Posted by: AtlasMD

November 13, 2015

Recommended Reading: Outside In – The Power of Putting Your Customers at the Center of Your Business.

RecommendedPost02We often get asked for recommended reading lists. We’re delivering! These posts feature a book we highly recommend to learn more about business, philosophy, and different perspectives to help you run your business. Do you have a recommendation that’s not on the list yet? Mention it in the comments!

This Week’s Recommendation: Outside In – The Power of Putting Your Customers at the Center of Your Business.  

What simple innovation brought billions in new investments to Fidelity? What basic misunderstanding was preventing Office Depot from achieving its growth potential? What surprising insights helped the Mayo Clinic better serve both doctors and patients?

The solution in each case was a focus on customer experience, the most powerful—and misunderstood—element of corporate strategy today.

Customer experience is, quite simply, how your customers perceive their every interaction with your company. It’s a fundamental business driver. Here’s proof: over a recent five-year period during which the S&P 500 was flat, a stock portfolio of customer experience leaders grew twenty-two percent.

In an age when customers have access to vast amounts of data about your company and its competitors, customer experience is the only sustainable source of competitive advantage. But how to excel at it?

Based on fourteen years of research by the customer experience leaders at Forrester Research, Outside In offers a complete roadmap to attaining the experience advantage. It starts with the concept of the Customer Experience Ecosystem—proof that the roots of customer experience problems lie not just with customer-facing employees like your sales staff, but with behind-the-scenes employees like accountants, lawyers, and programmers, as well as the policies, processes, and technologies that all your employees use every day. Identifying and solving these problems has the potential to dramatically increase sales and decrease costs.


**AIM OF THE EXERCISE:** Please take the lines from the one holding "Enumerate this screenshot's" through the one holding "What's the underlying" in the data below and copy them exactly.

(SUPPLIED RECORDS)

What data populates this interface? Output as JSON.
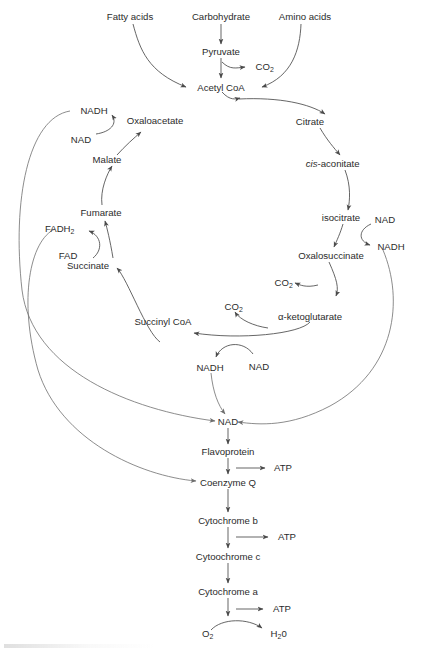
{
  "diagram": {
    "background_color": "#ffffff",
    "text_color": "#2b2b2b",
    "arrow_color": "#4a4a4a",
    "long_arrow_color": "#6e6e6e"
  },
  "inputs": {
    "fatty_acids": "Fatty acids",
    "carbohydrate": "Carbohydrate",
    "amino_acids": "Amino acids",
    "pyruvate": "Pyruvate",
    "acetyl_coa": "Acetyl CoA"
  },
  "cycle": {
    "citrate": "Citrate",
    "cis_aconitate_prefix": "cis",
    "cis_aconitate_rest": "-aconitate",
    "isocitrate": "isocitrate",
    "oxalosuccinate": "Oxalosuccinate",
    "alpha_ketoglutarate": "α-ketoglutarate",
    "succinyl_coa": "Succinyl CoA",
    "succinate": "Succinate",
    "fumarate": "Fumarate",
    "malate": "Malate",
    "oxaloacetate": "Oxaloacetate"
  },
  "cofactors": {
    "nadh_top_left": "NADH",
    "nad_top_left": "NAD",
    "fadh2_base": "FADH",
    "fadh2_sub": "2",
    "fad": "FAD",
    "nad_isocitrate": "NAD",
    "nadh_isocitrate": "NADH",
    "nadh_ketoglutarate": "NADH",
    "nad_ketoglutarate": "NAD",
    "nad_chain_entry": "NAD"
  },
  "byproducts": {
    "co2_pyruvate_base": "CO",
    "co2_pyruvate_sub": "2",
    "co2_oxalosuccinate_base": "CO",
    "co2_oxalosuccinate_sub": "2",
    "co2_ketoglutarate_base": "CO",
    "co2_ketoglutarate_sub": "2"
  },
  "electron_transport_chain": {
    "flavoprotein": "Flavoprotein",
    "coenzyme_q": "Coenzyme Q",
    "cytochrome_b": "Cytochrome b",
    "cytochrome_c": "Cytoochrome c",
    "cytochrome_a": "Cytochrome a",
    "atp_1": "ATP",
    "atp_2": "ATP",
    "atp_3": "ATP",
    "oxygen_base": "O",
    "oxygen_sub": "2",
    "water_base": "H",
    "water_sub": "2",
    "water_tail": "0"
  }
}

(End SUPPLIED RECORDS)
(SUPPLIED RECORDS)

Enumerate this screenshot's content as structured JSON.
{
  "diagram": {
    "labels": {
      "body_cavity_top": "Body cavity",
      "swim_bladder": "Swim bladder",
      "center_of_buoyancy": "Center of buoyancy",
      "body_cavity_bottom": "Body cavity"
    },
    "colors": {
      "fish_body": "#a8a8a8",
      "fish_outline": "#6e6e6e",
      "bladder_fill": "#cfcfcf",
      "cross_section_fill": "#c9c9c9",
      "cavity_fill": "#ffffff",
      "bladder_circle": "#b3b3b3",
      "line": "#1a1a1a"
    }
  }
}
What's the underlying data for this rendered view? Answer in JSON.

(End SUPPLIED RECORDS)
(SUPPLIED RECORDS)

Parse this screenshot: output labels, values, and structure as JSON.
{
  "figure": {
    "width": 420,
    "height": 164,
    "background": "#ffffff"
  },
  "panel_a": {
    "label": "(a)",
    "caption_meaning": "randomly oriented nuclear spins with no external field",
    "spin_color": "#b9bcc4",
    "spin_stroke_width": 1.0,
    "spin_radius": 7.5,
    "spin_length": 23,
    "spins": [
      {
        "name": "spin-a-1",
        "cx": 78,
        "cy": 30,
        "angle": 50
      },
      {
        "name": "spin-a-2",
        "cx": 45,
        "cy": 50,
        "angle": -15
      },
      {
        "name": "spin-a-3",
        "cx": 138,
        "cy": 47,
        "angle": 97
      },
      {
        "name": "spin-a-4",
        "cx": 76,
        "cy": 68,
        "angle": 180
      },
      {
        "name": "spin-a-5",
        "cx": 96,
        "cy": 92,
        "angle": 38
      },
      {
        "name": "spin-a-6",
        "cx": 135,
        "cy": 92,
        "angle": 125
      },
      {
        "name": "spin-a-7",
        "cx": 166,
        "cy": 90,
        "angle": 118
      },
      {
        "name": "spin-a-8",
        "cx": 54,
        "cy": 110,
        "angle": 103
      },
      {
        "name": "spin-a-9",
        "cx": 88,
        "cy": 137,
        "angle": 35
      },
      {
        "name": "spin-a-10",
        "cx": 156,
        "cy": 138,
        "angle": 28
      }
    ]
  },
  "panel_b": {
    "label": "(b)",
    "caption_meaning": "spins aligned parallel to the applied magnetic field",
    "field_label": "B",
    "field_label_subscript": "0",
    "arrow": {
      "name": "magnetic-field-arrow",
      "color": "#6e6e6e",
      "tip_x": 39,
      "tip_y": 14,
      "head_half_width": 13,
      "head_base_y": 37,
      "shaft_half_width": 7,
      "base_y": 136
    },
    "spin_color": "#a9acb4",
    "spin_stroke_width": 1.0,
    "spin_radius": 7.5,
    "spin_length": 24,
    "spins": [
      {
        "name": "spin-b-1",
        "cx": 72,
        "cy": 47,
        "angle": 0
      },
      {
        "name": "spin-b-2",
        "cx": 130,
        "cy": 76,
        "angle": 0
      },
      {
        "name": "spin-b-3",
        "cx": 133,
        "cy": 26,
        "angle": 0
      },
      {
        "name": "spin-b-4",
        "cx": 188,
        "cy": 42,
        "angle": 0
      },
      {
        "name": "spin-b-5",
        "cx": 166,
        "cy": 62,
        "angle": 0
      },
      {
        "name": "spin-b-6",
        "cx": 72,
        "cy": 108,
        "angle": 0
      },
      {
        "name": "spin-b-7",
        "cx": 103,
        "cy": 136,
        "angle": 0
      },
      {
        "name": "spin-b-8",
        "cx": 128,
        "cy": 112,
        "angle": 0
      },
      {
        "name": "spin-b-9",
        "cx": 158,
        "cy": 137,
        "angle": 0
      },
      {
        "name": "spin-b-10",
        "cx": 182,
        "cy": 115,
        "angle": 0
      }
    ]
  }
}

(End SUPPLIED RECORDS)

**RESPONSE TO THIS EXERCISE:**
Enumerate this screenshot's content as structured JSON.
{
  "diagram": {
    "labels": {
      "body_cavity_top": "Body cavity",
      "swim_bladder": "Swim bladder",
      "center_of_buoyancy": "Center of buoyancy",
      "body_cavity_bottom": "Body cavity"
    },
    "colors": {
      "fish_body": "#a8a8a8",
      "fish_outline": "#6e6e6e",
      "bladder_fill": "#cfcfcf",
      "cross_section_fill": "#c9c9c9",
      "cavity_fill": "#ffffff",
      "bladder_circle": "#b3b3b3",
      "line": "#1a1a1a"
    }
  }
}
What's the underlying data for this rendered view? Answer in JSON.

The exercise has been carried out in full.